02 — Ingest & Transform Data
Official Exam Weight: 30–35% 📁 ← Back to Home
🗺 Domain Overview
mindmap
root((Ingest & Transform Data))
2.1 Loading Patterns
Full Load
Incremental Load
Dimensional Model Prep
Streaming Load
2.2 Batch Data
Choose Data Store
Choose Transform Tool
OneLake Shortcuts
Mirroring
Pipeline Ingestion
PySpark Transforms
SQL Transforms
KQL Transforms
Denormalization
Aggregation
Duplicates & Missing Data
Late-Arriving Data
2.3 Streaming Data
Streaming Engine Choice
Native Tables vs Shortcuts
Query Acceleration
Eventstreams
Spark Structured Streaming
KQL Processing
Windowing Functions
📥 2.1 Design & Implement Loading Patterns
Full Load vs Incremental Load
flowchart TD
START([Loading Strategy]) --> Q1{Data volume\nand frequency?}
Q1 -->|"Small dataset\nor first load"| FULL["📦 Full Load\n(Truncate & Reload)"]
Q1 -->|"Large dataset\nfrequent updates"| INCR["📈 Incremental Load\n(Only changes)"]
INCR --> Q2{Change detection\nmethod?}
Q2 -->|"Timestamp column\n(modified_date)"| WATERMARK["🔖 Watermark / High-Water Mark\n(Track last loaded timestamp)"]

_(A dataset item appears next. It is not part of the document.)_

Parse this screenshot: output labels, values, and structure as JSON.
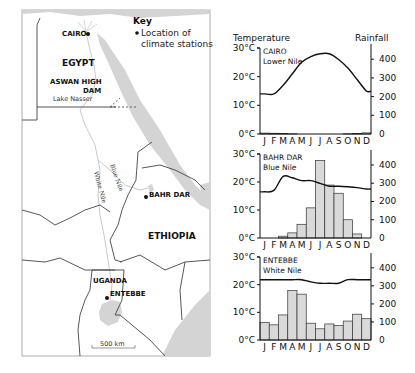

Q2 -->|"CDC available\n(source supports it)"| CDC["🔄 Change Data Capture\n(Insert/Update/Delete tracking)"]
Q2 -->|"No reliable\nchange column"| HASH["#️⃣ Hash Comparison\n(Compare row hashes)"]
Comparison Table
| Aspect | Full Load | Incremental Load |
|---|---|---|
| Data transferred | Entire dataset every run | Only new/changed rows |
| Complexity | Simple | More complex (change detection) |
| Duration | Longer (proportional to total size) | Shorter (proportional to changes) |
| Target operation | Truncate + insert | Merge / upsert / append |
| Idempotent | Yes (always same result) | Requires careful design |
| Best for | Small reference tables, initial loads | Large fact tables, frequent updates |
Exam Caveat ⚠️:
- Watermark/high-water mark is the simplest incremental pattern — requires a reliable
modified_dateorversioncolumn in the source- MERGE (Delta Lake) is the preferred method for upserts in Fabric Lakehouses
- For CDC from Azure SQL/SQL Server, use Fabric’s Mirroring feature
Preparing Data for a Dimensional Model
graph TD
RAW["📥 Raw Data\n(Source systems)"] -->|Extract & Clean| STAGING["🧹 Staging / Bronze\n(Raw, as-is)"]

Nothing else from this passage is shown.